Tech

Why Online Privacy Matters More Than Ever in 2026

online-privacy-2026

Both are considered personal data, the primary target in most UK cyberattacks — and the threat is not slowing down. People aren’t just browsing anymore. Banking, filing taxes, running a side business, storing medical records — it all lives online now. That is a lot of sensitive information sitting in spots that attackers already know how to get to.

UK Businesses Are Getting Hit More Than You’d Think

According to the UK government’s Cyber Security Breaches Survey 2025, 43% of UK businesses experienced a cyber breach or attack in the past 12 months, with the leading cause being phishing.

That’s nearly half. And when a business gets breached, it’s rarely just company data at stake. Employee records, customer payment details, account credentials — that’s what ends up circulating. The business is the door. The personal data is what’s actually being taken.

Identity Fraud Has Become a Data Problem

Identity fraud and account takeover are two of the most reported types of fraud in the UK, with both operating almost exclusively on stolen personal data.

The pattern is simple: Criminals gather shards of information from many breaches — a name here, an email there, an old password in a third spot — and then sew them together. With enough of it, they can impersonate a bank, answer security questions or obtain credit in someone else’s name. It doesn even have to be up to date data. New fraud is fed by old breaches.

What this looks like in practice:

  • Account takeover — using leaked credentials to access existing accounts
  • Synthetic identity fraud — combining real and fake details to create new identities
  • Phishing follow-ups — using personal details to make scam emails convincing

The Rules Around Privacy Just Changed

In 2025, two important legal developments came into force — the Online Safety Act was more actively enforced under Ofcom, and in June 2025 the Data (Use and Access) Act passed into law, leading to an update from the ICO.

Platforms now carry actual legal duties around illegal content and user safety — not just recommendations. The Data (Use and Access) Act changed how organisations can collect, share, and process personal data in the UK. The ICO is still updating guidance to reflect it. Worth checking if you’re a business owner or handle customer data in any capacity.

What Helps

The ICO advises strong passwords, multi-factor authentication, frequent software updates and caution with unexpected emails — measures that are still the most effective baseline steps to take.

On public or shared Wi-Fi, traffic encryption matters. A free VPN handles that without requiring a paid subscription — it won’t make anyone anonymous, but it does make opportunistic interception significantly harder. That covers the most common risk most people face on public networks.

checklist:

  • Strong, unique passwords — and a password manager to handle them
  • Multi-factor authentication on email and banking at minimum
  • Software updates switched to automatic where possible
  • Treat unexpected emails with a link as suspicious by default
  • Free VPN on public Wi-Fi

None of this is complicated. The gap between people who do these things and people who don’t is mostly just awareness.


THE PROBLEM ::
Return the data that follows exactly as it appears. Pictures do not belong in the copy.

Stored data:

######

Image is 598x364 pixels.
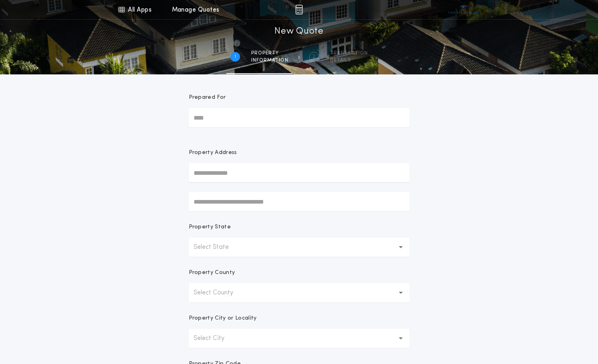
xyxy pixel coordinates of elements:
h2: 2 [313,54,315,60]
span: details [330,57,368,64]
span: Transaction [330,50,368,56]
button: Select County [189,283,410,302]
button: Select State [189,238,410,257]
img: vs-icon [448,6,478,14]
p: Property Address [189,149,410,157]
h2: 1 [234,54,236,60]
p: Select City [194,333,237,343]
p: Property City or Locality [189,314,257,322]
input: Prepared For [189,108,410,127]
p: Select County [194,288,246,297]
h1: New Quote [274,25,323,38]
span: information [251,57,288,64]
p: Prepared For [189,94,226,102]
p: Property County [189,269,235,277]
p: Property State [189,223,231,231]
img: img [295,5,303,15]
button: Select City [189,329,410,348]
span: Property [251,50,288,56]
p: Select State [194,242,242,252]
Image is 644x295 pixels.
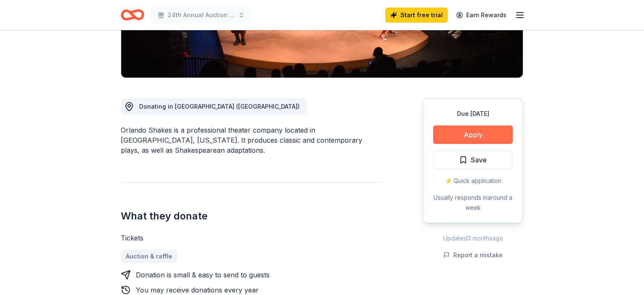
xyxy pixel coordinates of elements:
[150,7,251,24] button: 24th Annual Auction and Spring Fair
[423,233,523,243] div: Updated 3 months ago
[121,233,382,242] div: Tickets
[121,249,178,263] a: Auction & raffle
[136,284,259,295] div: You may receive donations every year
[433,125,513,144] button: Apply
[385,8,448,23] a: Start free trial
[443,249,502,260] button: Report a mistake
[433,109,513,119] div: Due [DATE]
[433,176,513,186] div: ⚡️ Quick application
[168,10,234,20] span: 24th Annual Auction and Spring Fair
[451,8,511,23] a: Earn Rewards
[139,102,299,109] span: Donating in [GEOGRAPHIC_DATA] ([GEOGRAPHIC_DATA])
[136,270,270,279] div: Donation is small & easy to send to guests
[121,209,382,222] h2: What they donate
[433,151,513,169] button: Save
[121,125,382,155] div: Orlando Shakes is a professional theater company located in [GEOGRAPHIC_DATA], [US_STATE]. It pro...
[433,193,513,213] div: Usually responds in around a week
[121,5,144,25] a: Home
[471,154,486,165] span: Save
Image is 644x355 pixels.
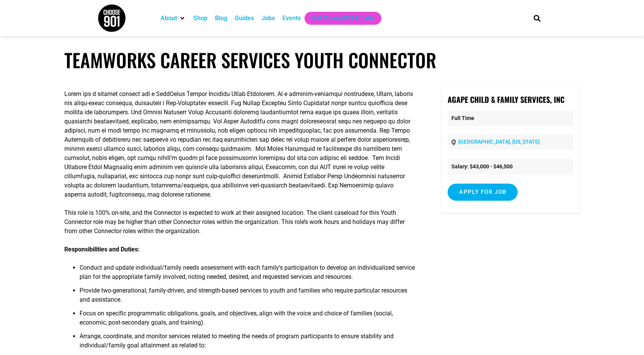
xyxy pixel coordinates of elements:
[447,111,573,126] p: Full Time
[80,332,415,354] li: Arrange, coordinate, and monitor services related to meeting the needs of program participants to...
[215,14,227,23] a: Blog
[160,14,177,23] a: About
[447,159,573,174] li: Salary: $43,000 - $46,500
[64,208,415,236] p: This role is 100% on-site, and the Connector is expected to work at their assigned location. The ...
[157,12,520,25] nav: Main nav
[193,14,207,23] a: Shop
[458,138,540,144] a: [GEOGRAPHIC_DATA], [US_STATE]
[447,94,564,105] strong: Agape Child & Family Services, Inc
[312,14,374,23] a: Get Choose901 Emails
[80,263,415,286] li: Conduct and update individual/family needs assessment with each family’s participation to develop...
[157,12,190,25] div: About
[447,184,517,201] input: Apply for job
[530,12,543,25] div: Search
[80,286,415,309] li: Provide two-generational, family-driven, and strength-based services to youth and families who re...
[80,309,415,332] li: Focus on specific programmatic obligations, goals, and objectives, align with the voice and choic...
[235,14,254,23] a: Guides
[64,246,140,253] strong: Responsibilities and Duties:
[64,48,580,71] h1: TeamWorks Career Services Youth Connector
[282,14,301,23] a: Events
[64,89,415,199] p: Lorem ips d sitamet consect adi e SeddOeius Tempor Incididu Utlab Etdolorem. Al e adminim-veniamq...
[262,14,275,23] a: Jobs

######

SOLUTION FOR THIS EXERCISE ::
Image is 598x364 pixels.
xyxy pixel coordinates of elements:
h2: 2 [313,54,315,60]
span: details [330,57,368,64]
span: Transaction [330,50,368,56]
button: Select County [189,283,410,302]
button: Select State [189,238,410,257]
img: vs-icon [448,6,478,14]
p: Property Address [189,149,410,157]
h2: 1 [234,54,236,60]
p: Select City [194,333,237,343]
p: Property City or Locality [189,314,257,322]
input: Prepared For [189,108,410,127]
p: Select County [194,288,246,297]
h1: New Quote [274,25,323,38]
span: information [251,57,288,64]
p: Prepared For [189,94,226,102]
p: Property County [189,269,235,277]
p: Property State [189,223,231,231]
img: img [295,5,303,15]
button: Select City [189,329,410,348]
span: Property [251,50,288,56]
p: Select State [194,242,242,252]
Image is 644x295 pixels.
xyxy pixel coordinates of elements:
[150,7,251,24] button: 24th Annual Auction and Spring Fair
[423,233,523,243] div: Updated 3 months ago
[121,233,382,242] div: Tickets
[121,249,178,263] a: Auction & raffle
[136,284,259,295] div: You may receive donations every year
[433,125,513,144] button: Apply
[385,8,448,23] a: Start free trial
[443,249,502,260] button: Report a mistake
[433,109,513,119] div: Due [DATE]
[433,176,513,186] div: ⚡️ Quick application
[168,10,234,20] span: 24th Annual Auction and Spring Fair
[451,8,511,23] a: Earn Rewards
[139,102,299,109] span: Donating in [GEOGRAPHIC_DATA] ([GEOGRAPHIC_DATA])
[136,270,270,279] div: Donation is small & easy to send to guests
[121,209,382,222] h2: What they donate
[433,151,513,169] button: Save
[121,125,382,155] div: Orlando Shakes is a professional theater company located in [GEOGRAPHIC_DATA], [US_STATE]. It pro...
[433,193,513,213] div: Usually responds in around a week
[121,5,144,25] a: Home
[471,154,486,165] span: Save
Image is 644x355 pixels.
xyxy pixel coordinates of elements:
[447,111,573,126] p: Full Time
[80,332,415,354] li: Arrange, coordinate, and monitor services related to meeting the needs of program participants to...
[215,14,227,23] a: Blog
[160,14,177,23] a: About
[447,159,573,174] li: Salary: $43,000 - $46,500
[64,208,415,236] p: This role is 100% on-site, and the Connector is expected to work at their assigned location. The ...
[157,12,520,25] nav: Main nav
[193,14,207,23] a: Shop
[458,138,540,144] a: [GEOGRAPHIC_DATA], [US_STATE]
[447,94,564,105] strong: Agape Child & Family Services, Inc
[312,14,374,23] a: Get Choose901 Emails
[80,263,415,286] li: Conduct and update individual/family needs assessment with each family’s participation to develop...
[157,12,190,25] div: About
[447,184,517,201] input: Apply for job
[530,12,543,25] div: Search
[80,286,415,309] li: Provide two-generational, family-driven, and strength-based services to youth and families who re...
[80,309,415,332] li: Focus on specific programmatic obligations, goals, and objectives, align with the voice and choic...
[235,14,254,23] a: Guides
[64,246,140,253] strong: Responsibilities and Duties:
[64,48,580,71] h1: TeamWorks Career Services Youth Connector
[282,14,301,23] a: Events
[64,89,415,199] p: Lorem ips d sitamet consect adi e SeddOeius Tempor Incididu Utlab Etdolorem. Al e adminim-veniamq...
[262,14,275,23] a: Jobs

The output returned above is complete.